Would you copy out, exactly as written, each line from the one containing "This screenshot has height=585, width=1040." to the end of the records below?
**** Provided entries
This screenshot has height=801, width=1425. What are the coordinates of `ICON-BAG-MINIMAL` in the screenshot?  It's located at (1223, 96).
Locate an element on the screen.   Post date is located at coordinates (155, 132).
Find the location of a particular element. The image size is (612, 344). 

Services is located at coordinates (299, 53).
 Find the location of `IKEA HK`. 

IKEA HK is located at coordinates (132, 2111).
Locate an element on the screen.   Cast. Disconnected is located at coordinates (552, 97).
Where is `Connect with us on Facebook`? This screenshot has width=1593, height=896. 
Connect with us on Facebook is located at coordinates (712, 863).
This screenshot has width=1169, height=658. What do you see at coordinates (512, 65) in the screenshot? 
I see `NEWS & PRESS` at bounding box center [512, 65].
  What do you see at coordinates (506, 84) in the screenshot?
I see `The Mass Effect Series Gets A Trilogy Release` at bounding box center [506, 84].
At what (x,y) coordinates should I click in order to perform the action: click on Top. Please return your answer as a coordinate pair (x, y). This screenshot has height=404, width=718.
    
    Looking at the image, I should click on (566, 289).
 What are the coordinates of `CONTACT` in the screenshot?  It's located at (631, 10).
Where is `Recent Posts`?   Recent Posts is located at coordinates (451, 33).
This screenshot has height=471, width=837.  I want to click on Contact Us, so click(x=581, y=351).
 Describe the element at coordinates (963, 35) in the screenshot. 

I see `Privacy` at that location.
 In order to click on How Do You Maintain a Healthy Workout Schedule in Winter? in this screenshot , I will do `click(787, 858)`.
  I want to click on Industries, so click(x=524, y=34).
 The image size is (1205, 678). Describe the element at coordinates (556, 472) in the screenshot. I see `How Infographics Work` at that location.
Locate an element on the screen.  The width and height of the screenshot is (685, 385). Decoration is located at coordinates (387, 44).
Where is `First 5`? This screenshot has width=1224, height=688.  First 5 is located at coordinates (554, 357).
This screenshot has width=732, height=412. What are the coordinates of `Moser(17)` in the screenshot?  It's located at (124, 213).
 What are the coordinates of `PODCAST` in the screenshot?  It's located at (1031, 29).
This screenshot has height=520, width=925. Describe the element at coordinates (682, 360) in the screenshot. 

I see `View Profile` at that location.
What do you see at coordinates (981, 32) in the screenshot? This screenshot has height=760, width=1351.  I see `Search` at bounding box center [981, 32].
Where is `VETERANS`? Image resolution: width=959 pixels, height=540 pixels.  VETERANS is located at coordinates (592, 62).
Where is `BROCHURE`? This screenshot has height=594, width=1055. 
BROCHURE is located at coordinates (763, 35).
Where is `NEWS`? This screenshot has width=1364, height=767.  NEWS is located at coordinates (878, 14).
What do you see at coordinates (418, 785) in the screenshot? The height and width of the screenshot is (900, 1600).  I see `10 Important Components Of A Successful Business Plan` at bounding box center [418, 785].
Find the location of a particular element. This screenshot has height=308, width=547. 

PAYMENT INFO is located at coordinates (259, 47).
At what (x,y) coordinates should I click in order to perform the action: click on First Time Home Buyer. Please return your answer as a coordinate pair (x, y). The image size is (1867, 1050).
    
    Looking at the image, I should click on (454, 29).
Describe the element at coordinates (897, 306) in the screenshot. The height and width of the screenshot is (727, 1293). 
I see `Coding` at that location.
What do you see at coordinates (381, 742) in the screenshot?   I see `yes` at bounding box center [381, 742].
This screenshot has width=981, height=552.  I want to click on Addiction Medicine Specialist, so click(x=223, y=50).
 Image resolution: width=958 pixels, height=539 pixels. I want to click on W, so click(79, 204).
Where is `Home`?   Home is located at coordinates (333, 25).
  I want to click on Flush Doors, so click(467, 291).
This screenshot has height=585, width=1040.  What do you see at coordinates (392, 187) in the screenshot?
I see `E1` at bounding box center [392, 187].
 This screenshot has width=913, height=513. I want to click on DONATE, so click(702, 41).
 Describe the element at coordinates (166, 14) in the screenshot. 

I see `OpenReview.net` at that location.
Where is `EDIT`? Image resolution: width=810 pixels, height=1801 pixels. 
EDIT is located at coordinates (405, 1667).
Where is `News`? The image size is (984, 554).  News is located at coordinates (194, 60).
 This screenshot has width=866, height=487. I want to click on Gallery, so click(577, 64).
********
Response:
This screenshot has height=585, width=1040.  What do you see at coordinates (392, 187) in the screenshot?
I see `E1` at bounding box center [392, 187].
 This screenshot has width=913, height=513. I want to click on DONATE, so click(702, 41).
 Describe the element at coordinates (166, 14) in the screenshot. 

I see `OpenReview.net` at that location.
Where is `EDIT`? Image resolution: width=810 pixels, height=1801 pixels. 
EDIT is located at coordinates (405, 1667).
Where is `News`? The image size is (984, 554).  News is located at coordinates (194, 60).
 This screenshot has width=866, height=487. I want to click on Gallery, so click(577, 64).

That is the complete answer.